There’s a lot of things about Insurmountable that are fiddly and probably annoying, but a handful of them really add to the atmosphere for me. The game has a wonky camera that means your mountaineer frequently passes out of view when you send them to a distant hex. Irritating, I guess, but I also felt very vulnerable in such moments. I was the mountaineer and I also wasn’t: I was the person who had sent them on their way, and now I couldn’t see them! I feel the same vulnerability when night falls suddenly, or when a snowstorm blows up around me like I’ve stepped on a strange meteorological landmine.
Insurmountable’s stagey, with its meters for warmth and sanity, and with its little FTL vignettes, but for all its gameiness, it captures the sense of a lonely exhausted slog that I read about again and again in a Bonington book. There’s always a moment with Bongington where he’s been up there too long and it’s too cold and too annoying and you can tell he’s questioning why he puts himself through this. Even the hexagonal mountain in Insurmountable, once you look past the board game/giant’s causeway stuff, starts to feel like it’s part of the point the game is making. Maybe this is a glimpse of the privileged way an expert can read a landscape, with clear patches, glowing paths, and obvious signs that there’s something of interest up ahead.

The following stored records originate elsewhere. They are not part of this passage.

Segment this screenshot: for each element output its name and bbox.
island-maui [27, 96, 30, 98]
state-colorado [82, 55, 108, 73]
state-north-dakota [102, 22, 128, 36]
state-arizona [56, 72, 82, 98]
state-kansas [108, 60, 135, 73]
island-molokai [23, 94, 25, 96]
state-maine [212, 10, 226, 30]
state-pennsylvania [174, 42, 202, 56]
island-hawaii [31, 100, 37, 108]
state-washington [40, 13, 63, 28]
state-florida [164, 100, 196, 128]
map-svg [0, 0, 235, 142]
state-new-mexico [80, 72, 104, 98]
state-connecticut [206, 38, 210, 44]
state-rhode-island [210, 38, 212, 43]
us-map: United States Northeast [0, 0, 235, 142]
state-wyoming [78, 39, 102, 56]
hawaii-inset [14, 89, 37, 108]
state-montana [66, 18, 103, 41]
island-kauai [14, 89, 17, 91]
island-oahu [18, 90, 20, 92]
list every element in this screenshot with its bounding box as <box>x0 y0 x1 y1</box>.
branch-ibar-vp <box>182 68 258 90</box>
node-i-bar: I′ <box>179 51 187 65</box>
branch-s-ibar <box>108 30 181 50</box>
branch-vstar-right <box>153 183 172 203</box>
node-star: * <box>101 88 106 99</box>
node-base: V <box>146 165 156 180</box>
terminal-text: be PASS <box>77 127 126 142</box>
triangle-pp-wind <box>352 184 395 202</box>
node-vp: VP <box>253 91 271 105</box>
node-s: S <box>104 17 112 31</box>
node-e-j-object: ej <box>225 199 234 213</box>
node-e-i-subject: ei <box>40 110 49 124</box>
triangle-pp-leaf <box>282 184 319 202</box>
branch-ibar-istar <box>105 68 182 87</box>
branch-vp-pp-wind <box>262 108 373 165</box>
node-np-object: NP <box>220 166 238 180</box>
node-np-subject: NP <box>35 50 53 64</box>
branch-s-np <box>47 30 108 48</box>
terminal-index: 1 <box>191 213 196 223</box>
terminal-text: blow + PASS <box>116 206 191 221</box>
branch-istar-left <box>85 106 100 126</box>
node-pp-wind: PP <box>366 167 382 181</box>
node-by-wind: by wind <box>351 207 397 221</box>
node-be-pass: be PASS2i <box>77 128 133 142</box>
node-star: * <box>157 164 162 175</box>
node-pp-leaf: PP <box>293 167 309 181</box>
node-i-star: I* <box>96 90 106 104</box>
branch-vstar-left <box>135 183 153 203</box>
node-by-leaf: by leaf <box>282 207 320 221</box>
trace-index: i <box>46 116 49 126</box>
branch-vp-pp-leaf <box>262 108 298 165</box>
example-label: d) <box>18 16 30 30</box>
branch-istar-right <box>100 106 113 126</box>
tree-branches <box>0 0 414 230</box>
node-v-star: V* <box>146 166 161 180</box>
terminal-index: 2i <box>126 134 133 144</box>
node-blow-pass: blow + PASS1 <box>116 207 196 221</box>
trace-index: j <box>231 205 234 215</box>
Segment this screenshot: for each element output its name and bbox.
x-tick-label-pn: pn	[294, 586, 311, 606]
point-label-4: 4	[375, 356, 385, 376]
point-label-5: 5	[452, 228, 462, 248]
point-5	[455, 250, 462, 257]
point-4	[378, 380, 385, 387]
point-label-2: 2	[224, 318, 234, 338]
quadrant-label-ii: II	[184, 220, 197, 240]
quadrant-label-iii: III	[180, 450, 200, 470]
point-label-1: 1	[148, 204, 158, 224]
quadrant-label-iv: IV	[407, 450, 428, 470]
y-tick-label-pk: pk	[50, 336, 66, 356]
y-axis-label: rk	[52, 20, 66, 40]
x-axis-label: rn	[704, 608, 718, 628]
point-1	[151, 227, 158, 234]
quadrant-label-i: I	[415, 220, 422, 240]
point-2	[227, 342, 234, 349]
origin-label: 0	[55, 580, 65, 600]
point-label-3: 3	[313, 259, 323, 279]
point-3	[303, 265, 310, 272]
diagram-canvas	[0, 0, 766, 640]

Where to end? Let’s move from Insurmountable to Unsurmountable, and from a tactics PC game to a tactics card game. Unsurmountable is designed by Scott Almes as a solo game, and it comes as a stack of cards that fits in a snug little plastic wallet. This game is a delight. I love mountains, and I’ve also been after a physical game that I can play on my own for a while – a game I can learn the ins and outs of and cast as much as play, like it’s a sort of divination tool. Unsurmountable is like all the other mountain games – get from the bottom to the top. But you do this by placing cards, either by using the paths on them to piece together a route, or by using the effects they each bestow when a route isn’t clear. It’s a choice. Do you want the card with two trails leading upwards, or do you want its power to shuffle all your remaining cards?
You climb the mountain by building a sort of triangle of cards – the mountain gets narrower until it tops out and you’re done. In a way, the path is the only thing that’s real – if there’s no path, there’s no mountain. I love that.
I have yet to finish this game successfully, but I’ll keep plugging away, learning the rules until they’re instinctual, then learning the nuances, getting favourite cards, and then getting new favourites. I love the fact that the mountain is always different, but the kind of challenge is always the same. And I love the fact that for someone like me, who’s read about climbing much more than they’ve actually done it, the whole thing is there to be imagined into life. Onwards! See you at base camp.
A copy of Surmount was provided by Popagenda.